We cannot but observe that Rabbi Raphall is very discreet in the use which he makes of this ancient prophecy. He does not venture to infer from it the righteousness of negro slavery. He almost repudiates such an inference. Ostensibly at least, all that he attempts to prove by it is that slavery existed before the flood, and is, therefore, of the highest antiquity. This is a conclusion which nobody is likely to dispute; for, as the Rabbi himself affirms, "it is generally admitted that slavery had its origin in war, public or private," and almost all that we know of human society before the flood is that "the earth was filled with violence," so that nothing less than a sweeping destruction of the human race and a new beginning could introduce the needed reformation. Surely, the most violent denouncer of all slaveholding, and the most intent on wresting the Scriptures to his own use, would freely admit that there must have been slavery in such a world as that was, and that nothing else than the prevalence of slavery and the habitual justification of it in the name of God could have required so terrible a remedy.

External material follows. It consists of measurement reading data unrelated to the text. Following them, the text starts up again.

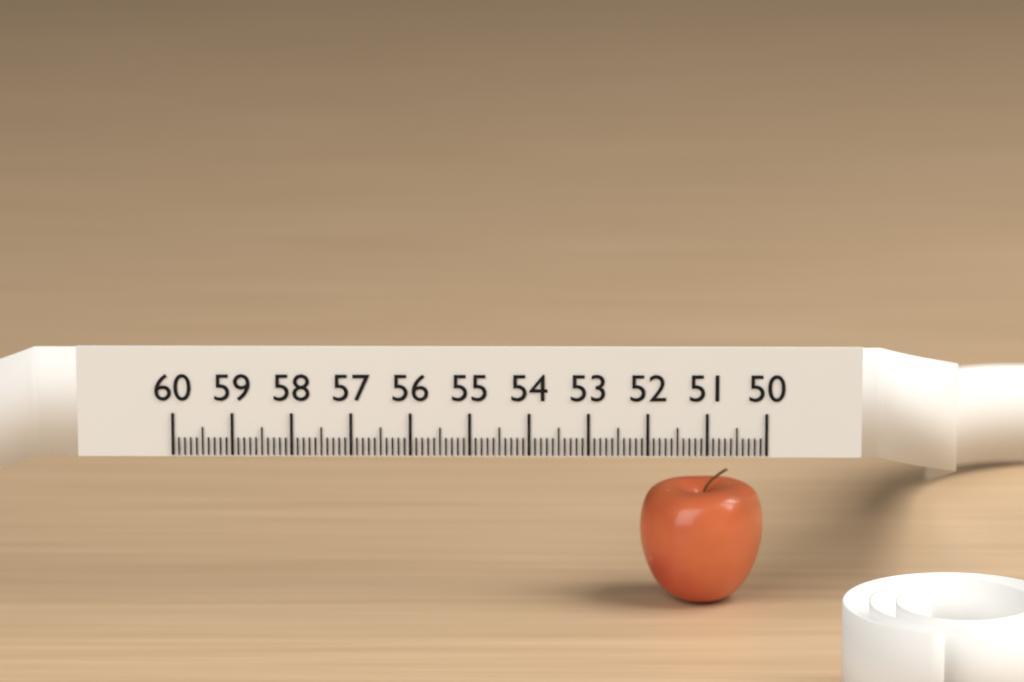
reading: 52.1 (no unit)
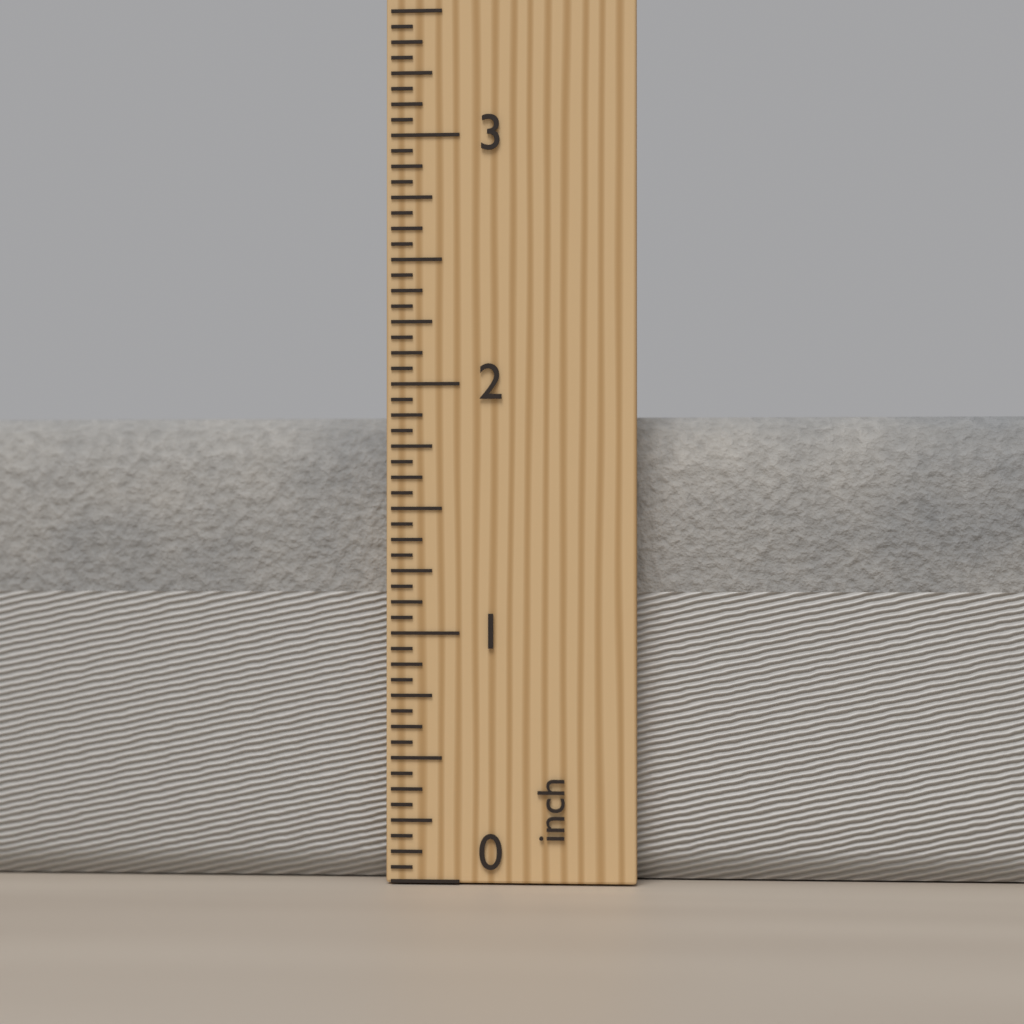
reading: 1.8750 inch
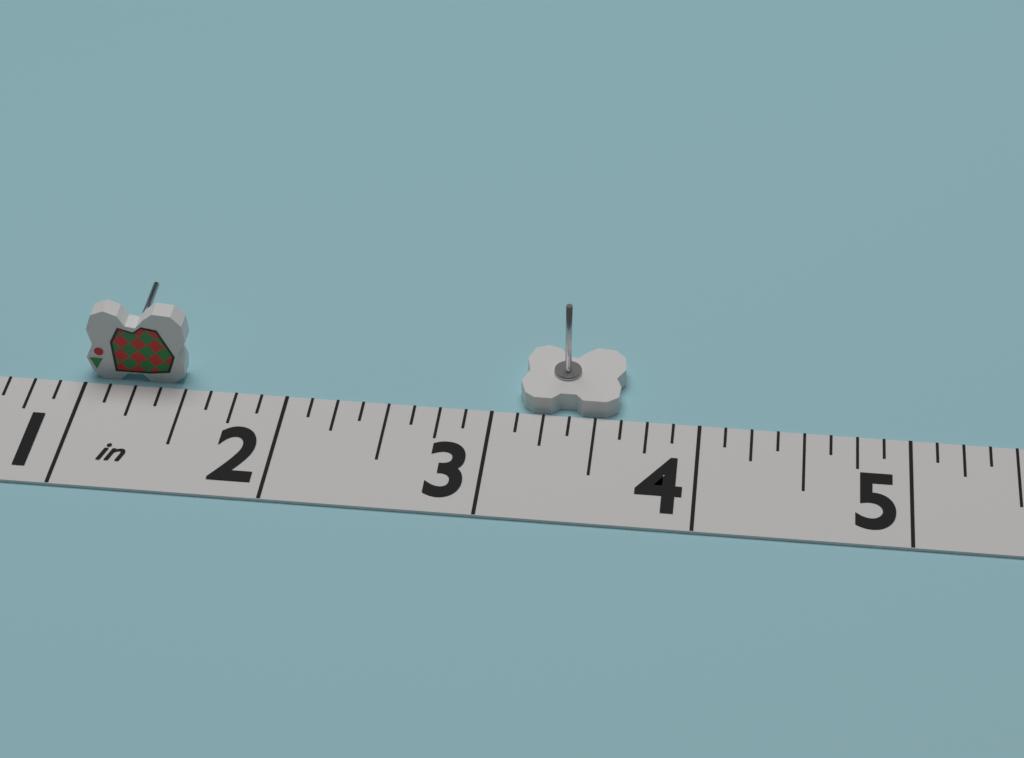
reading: 3.625 in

Some Christians, we are sorry to say,-or persons calling themselves Christians, are not equally discreet. There lies before us a book published only five years ago, entitled "the Christian Doctrine of Slavery, by George D. Armstrong, D. D., pastor of the Presbyterian church in Norfolk, Va." In this book Noah's prophecy is quoted, outright, as a divine warrant

* Reb. Record, Supplementary Vol., pp. 15–17.